What is Alcoholics Anonymous?

Most people have heard of Alcoholics Anonymous, and know that it has something to do with people stopping drinking.

People also have very different and often conflicting views of what an alcoholic is, and also the difference between someone who is an alcoholic and a heavy or problem drinker.

Some people are also wary of Alcoholics Anonymous because they have heard that it is a religious or spiritual organisation, and do not want any involvement with something akin to this.

For anyone really wanting to understand how Alcoholics Anonymous works, there are two important things.

Firstly is to understand the context of Alcoholics Anonymous in today’s world, and do that it is really important to have some sense of the history of AA and how it has developed.

Describing Alcoholics Anonymous

Alcoholics Anonymous describes itself as a fellowship of men and women who share their experience strength and hope with each other, in order to stay sober and help other alcoholics achieve sobriety.

Whilst this is quite a broad generalisation, there is a good deal of truth in this very simple premise, that AA is about individuals sharing their experiences in the hope of helping others.

History of Alcoholics Anonymous

AA is fairly unique as such, apart from other 12-step organisations, and does not have a traditional form of structure. Understanding the history of AA is a big part of being able to see how the reality of AA functions.

There are a number of history books, some written by AA itself, others written by independent journalists and authors. All will give slightly differing viewpoints as to how AA developed, and what its strengths and weaknesses are.

The books written by AA itself are slightly sanitised, but do also carry much if not all of the historical information that is relevant and pertinent to how AA developed.

AA, both in print and in reality, can have a slight gloss to it that is part protective, and in part slightly focused on not wanting to appear divisive or confrontational.

Independent books on the history of Alcoholics Anonymous are quite often written either why people who are members of AA themselves, although not always, and people who are quite unashamedly opposed to AA and everything about it.

The fact there are differing viewpoints about AA is not surprising, and should not of itself be a problem or an issue.

It can become an issue because people tend to become either very hostile or a protective about AA, both approaches tend to blur the reality.

Reality of Alcoholics Anonymous

Anyone wanting to understand the reality of Alcoholics Anonymous should really go to one or more meetings and experience it for themselves.

Whatever meeting they go to, they are likely to experience a different reality to other meetings, and other people’s experiences of them.

This is simply because anyone’s reality is different to someone else’s.
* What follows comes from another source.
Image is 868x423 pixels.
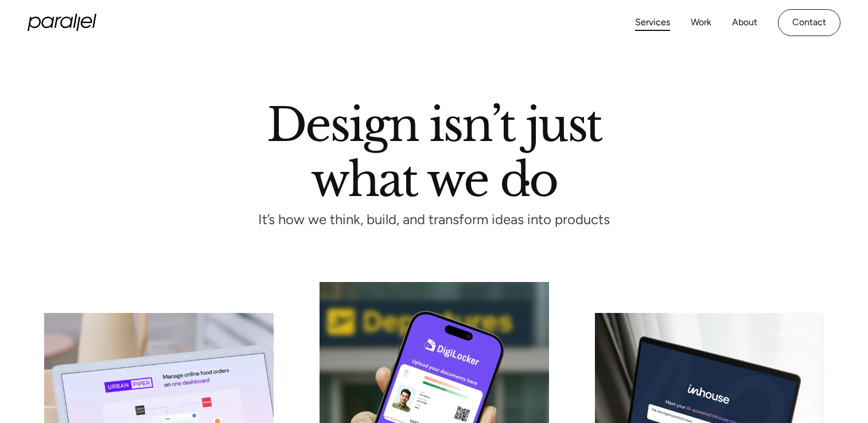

However there is a general shape and form to AA meetings, which largely focus around the definition given at the beginning of this post.

Individuals who have had serious problems and have been able to get sober, meeting together and sharing their experience in the hope of helping others who have had similar problems.

This has always been at the heart of AA, and continues to be in most of the meetings that anyone is likely to attend.

This will vary to an extent, simply because there are literally hundreds of thousands of meetings all around the world, all of which will have a slightly different structure and format.

The other thing that is worth saying about AA is that at most meetings, if not all, there is a mix of both practical and spirit. The practical tends to be the physical reality of individuals meeting and talking and sharing with each other.

The spirit tends to be an underlying energy which pervades the nature and process of the meeting, and for many people is the most powerful element of what happens to them, both in terms of getting sober and staying sober.

This mix of practical and spirit is perhaps the unique element of AA that makes it so difficult to describe. The good news is that people do not have to understand it in order to experience it.

Pretty much anyone can attend an AA meeting, as all are open to anyone thinks they may have a drink problem, and a good number of what are known as open meetings, where anyone who is interested in AA can attend and listen to what is being said.

Potted history of AA

There are a few basic points of history that should probably be flagged up, although none are a substitute to really understanding the full time line of AA.

AA was started in America in the mid 1930s, largely as a result of a chain of individual experiences of people who had a drink problem, and who got sober using a number of spiritual principles.

The best-known of these individuals were the two co-founders of AA, who stayed anonymous during their own lifetimes, but became quite well known afterwards.

Their individual experiences formed the basis of how AA developed, both in terms of individual groups in certain cities, through to the enormous growth of meetings and groups throughout the world today.

These and other individual spiritual experiences were collated into a book, which was entitled Alcoholics Anonymous, which became the name and basis of the whole organisation itself.

Perhaps the most important thing to take from the history of AA is that it has always been a collection of experience.

It has no ideology or belief system or any agenda other than an openness to share its experience in the hope that it can help others.

This sharing of experience is done primarily through the AA literature, which is open for anyone to buy or download on-line, as well as through AA meetings and individuals sharing their experience on a one-to-one basis.